Hell yeah! Now we just need to get banks to stop using SMS 2FA and embrace an open 2FA standard like TOTP and our money (!!) will finally be almost as secure as our Facebook accounts have been for 5 years...
Instead banks should use WebAuthn. WebAuthn's credentials are directly bound to the DNS name. So anything that involves fooling the human like a phishing site can't work. The only site your authenticator can give the real-bank.example credentials to is... real-bank.example.
SMS 2FA can also be phished, so TOTP would still be better and WebAuthn is such a complete paradigm shift that it would take many years for banks to implement it. TOTP is so stupidly simple they could roll it out in a month, audits and all.
Not to mention that in order to have a decent WebAuthn experience, you need a Yubikey with NFC, which go for 30-60$ if I remember correctly. Cost of authenticators is why everyone switched away from RSA SecurID.
WebAuthn for relying parties (what the bank is in this scenario) just isn't very hard. And you don't end up with any long term secrets at all, so that makes the security story easier. But I sadly do not expect banks to adopt it anyway.
I don't see what a Yubikey with NFC is getting you here. For a laptop/desktop user any of the Security Key products in an appropriate USB form factor (USB C for some newer laptops otherwise USB A) would be suitable.
The high end phones are or in the case of the iPhone very shortly will be WebAuthn platform authenticators, there's nothing extra to buy. Apple released a video of the pleasant UX journey they want to promote, obviously being Apple it doesn't actually say this would work on non-Apple devices but I use it already so I know it does.
My bank never used SMS as 2FA. They supported mobile signature for… I do not even remember how long, at least 11 years now. TOTP was supported even before that and is phased out in favour of https://www.smart-id.com/
https://breakdev.org/evilginx-2-next-generation-of-phishing-...
Instead banks should use WebAuthn. WebAuthn's credentials are directly bound to the DNS name. So anything that involves fooling the human like a phishing site can't work. The only site your authenticator can give the real-bank.example credentials to is... real-bank.example.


**Aim of the exercise:** Copy out every line of the records in which "Lack" can be found.

**Records for processing:**
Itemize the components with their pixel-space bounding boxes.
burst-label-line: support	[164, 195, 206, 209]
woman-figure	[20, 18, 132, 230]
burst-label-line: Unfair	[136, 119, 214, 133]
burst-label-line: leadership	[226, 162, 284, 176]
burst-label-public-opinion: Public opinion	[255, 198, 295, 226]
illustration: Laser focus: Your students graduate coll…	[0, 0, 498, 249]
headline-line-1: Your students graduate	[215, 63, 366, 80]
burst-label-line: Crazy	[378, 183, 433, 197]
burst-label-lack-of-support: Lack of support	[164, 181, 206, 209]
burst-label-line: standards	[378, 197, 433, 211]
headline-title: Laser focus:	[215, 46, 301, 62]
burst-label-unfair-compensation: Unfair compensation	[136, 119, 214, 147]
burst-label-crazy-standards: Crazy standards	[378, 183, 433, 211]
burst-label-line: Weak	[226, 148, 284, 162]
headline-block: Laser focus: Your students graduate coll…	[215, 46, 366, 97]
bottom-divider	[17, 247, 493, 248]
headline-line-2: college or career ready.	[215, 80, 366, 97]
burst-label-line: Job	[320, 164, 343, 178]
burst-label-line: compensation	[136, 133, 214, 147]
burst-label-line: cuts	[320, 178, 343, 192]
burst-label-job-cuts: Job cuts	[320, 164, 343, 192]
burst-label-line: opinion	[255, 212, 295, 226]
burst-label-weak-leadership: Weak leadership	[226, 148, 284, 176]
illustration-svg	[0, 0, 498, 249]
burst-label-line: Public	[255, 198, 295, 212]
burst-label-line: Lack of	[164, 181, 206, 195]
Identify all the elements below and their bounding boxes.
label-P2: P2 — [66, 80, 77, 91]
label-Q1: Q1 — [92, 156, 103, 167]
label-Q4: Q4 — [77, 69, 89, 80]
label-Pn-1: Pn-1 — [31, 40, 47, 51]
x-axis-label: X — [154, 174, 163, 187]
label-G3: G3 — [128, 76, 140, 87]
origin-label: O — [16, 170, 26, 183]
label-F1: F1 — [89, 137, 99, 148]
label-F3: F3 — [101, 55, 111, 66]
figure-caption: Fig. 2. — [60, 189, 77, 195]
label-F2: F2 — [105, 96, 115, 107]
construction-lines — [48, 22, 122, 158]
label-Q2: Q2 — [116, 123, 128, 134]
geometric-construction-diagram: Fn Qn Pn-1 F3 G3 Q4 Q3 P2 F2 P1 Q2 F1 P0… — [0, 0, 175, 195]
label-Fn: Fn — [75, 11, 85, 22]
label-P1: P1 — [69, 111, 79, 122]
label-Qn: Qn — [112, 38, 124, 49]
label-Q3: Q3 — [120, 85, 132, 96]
* * *
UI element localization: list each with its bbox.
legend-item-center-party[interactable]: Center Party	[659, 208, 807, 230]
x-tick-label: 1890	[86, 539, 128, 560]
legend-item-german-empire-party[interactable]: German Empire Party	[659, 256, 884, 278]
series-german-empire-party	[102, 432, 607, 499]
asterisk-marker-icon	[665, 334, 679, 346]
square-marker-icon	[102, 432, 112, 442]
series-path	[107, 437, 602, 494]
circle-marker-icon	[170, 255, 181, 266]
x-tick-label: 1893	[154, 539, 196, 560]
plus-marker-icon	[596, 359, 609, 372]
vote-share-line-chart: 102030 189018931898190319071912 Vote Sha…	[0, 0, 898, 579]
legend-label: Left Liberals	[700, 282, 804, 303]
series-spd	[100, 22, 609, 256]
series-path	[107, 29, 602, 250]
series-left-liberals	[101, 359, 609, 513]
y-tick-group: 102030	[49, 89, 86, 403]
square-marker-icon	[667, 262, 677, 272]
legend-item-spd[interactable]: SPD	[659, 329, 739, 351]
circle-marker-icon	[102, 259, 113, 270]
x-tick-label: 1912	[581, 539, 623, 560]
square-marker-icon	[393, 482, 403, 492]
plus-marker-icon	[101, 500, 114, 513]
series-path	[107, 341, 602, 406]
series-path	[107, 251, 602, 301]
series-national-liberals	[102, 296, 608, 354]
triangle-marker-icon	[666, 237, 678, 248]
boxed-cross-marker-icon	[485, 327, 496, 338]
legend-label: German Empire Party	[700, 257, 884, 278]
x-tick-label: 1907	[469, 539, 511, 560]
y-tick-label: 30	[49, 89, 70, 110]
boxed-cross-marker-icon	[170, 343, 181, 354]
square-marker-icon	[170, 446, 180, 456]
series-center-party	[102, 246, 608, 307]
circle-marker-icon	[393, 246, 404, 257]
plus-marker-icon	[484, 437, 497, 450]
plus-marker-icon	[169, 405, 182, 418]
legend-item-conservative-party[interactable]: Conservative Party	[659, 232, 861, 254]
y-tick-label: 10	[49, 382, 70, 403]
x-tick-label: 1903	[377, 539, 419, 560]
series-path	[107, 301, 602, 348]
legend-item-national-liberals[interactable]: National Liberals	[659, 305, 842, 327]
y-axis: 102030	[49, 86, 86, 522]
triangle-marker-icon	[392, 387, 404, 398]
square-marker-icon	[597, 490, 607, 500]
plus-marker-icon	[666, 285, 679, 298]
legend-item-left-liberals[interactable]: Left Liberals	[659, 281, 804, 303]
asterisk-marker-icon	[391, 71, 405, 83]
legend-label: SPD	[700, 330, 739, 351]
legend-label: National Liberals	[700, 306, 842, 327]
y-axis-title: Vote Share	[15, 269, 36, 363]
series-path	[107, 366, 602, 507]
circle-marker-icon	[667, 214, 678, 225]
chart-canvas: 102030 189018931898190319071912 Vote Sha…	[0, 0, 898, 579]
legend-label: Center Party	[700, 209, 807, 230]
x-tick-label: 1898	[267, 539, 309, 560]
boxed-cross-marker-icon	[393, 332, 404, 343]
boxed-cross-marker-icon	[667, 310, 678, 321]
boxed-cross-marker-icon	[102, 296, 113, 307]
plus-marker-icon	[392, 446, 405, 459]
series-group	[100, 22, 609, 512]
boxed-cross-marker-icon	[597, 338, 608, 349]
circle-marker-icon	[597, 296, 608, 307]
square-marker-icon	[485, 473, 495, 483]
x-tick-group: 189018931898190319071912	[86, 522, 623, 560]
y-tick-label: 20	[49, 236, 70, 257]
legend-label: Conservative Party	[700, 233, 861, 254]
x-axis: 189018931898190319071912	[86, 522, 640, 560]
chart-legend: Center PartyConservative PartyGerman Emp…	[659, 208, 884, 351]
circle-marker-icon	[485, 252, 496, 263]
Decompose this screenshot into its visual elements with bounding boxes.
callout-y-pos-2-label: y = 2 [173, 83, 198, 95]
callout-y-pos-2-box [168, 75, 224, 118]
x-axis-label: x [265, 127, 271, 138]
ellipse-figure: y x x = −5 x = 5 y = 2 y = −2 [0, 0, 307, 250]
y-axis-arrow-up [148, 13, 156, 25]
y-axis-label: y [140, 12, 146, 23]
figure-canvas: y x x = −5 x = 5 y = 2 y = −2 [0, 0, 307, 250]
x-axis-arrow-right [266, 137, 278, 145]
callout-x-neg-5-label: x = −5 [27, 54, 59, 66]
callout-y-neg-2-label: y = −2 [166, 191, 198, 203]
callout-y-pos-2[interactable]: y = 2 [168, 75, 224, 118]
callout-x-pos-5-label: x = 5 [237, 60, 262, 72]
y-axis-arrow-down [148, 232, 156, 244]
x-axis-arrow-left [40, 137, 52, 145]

**Output for this task:**
burst-label-lack-of-support: Lack of support	[164, 181, 206, 209]
burst-label-line: Lack of	[164, 181, 206, 195]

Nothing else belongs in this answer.